Stallone starts things off well enough, leading a group of mercenaries in a rescue mission, saving captive sailors from menacing pirates. A mix of current and forgotten action stars, Jason Statham, Terry Crews, Jet Li, and Dolph Lundgren, join Stallone as he blasts his way into a captured freighter. And when I write blast, I mean blast. Lundgren uses a gun so powerful it splatters half of a pirate against the wall. A little later, Satallone and Statham will take out nearly a dozen anonymous baddies in seconds. It’s likably absurd, but in all the gunfire I lost track of whether or not the hostages are saved.

No matter. I think the movie forgot about them too, for soon enough we’re back in the States. Stallone heads over to an empty church to meet with Mr. Church (Bruce Willis), a shadowy suit who proposes a new mission. Another mysterious tough-guy with a team of mercenaries shows up too, but he decides he’d rather not take the job. Arnold Schwarzenegger plays him. Willis, Stallone, and Schwarzenegger trade awful wisecracks and wink at the camera while standing in an awkward semi-circle. Believe it or not, it’s the campy high point of the movie, which sooner rather than later turns into depressingly generic fare.

The actual plot kicks in when Stallone and Statham head to a fictitious Latin American island to do some reconnaissance. They have a kind of awesome action moment in which they blow up a whole bunch of stuff in a cool way. (I’d rather not spoil it, but let’s just say it involves an airplane and a really big fireball). The actual plot will involve the guys gearing up to take out a slimy Eric Roberts as a rogue CIA operative who has a vaguely defined grip on the island nation and who hides behind his right-hand-tough Steve Austen.

The acting is mostly pose-and-scowl, but Statham carries the picture. He’s also the most talented actor in the cast to get any screen time of note. He’s dynamic and exciting to watch, even though his fight choreography is miles from his incredibly staged fistfights in the Transporter movies or the kinetic gory free-for-all of Crank. The movie is essentially a buddy movie with Statham and Stallone front and center for most of the action. Stallone, for his part, doesn’t let his painfully obvious plastic surgery distract from his wooden delivery. He’s too tough a guy to let apparent facial paralysis get in the way of his emoting.

Mickey Rourke wanders through the movie for a few scenes, spouting dumb dialogue and one nearly effective monologue. (It’s the one that starts “Remember when we was in Bosnia?”) I really don’t know what he’s doing here, but he certainly adds to the mottled ensemble that’s been assembled, as well as personifying the movie’s lack of knowing how to use the cast well.

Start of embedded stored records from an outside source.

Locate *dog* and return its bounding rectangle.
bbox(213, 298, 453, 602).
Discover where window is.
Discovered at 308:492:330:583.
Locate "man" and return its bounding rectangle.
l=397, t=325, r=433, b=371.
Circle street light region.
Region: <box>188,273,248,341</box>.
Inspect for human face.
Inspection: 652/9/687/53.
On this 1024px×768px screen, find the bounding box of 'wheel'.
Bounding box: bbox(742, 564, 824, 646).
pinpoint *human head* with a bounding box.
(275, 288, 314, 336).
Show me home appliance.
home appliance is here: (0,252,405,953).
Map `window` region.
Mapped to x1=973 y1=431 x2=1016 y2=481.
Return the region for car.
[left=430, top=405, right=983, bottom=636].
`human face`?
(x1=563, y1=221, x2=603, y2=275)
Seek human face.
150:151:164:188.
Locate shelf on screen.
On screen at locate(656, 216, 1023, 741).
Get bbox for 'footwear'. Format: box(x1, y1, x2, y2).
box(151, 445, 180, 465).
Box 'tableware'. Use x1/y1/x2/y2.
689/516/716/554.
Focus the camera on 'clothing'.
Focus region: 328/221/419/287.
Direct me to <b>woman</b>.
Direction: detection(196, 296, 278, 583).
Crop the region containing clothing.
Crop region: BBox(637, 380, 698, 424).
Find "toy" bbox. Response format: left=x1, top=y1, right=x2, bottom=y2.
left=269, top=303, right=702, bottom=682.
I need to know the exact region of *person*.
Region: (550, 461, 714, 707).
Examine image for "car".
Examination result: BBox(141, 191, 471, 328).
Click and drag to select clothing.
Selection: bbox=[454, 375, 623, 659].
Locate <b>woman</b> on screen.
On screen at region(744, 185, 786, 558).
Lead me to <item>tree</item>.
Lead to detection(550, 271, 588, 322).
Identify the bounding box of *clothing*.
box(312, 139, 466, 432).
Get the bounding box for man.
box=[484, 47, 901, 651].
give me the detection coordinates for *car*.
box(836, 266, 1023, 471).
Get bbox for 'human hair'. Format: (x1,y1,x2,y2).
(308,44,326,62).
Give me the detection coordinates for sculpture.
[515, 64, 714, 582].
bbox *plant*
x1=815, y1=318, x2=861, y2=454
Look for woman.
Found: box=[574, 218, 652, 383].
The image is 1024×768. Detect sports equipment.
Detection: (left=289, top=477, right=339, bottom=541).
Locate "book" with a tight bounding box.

The action smashes forward in ways increasingly dumb and dull. Terry Crews gets a very loud gun that’s good for a few interesting moments. Jet Li gets an obligatory martial arts fight that’s shot in a way that undermines its visual interest. Eventually, the movie culminates in a non-stop explosion of a climax that gets more and more incomprehensible the longer it runs. The violence, which starts strikingly exaggerated in its gore, becomes routine. The action grows wearing instead of exciting.

Still, The Expendables makes for a diverting couple of hours. It’s uncomplicated and proudly excessively macho. It’s goofy, sloppy, and ridiculous while still becoming a little too self-pleased with its perceived awesomeness.  It has its moments. Not many of them, but enough to make the movie a perfectly adequate watch on, say, a sleepy wintery weekend when it’s the only movie playing on cable that happens to be starting while you’re channel surfing.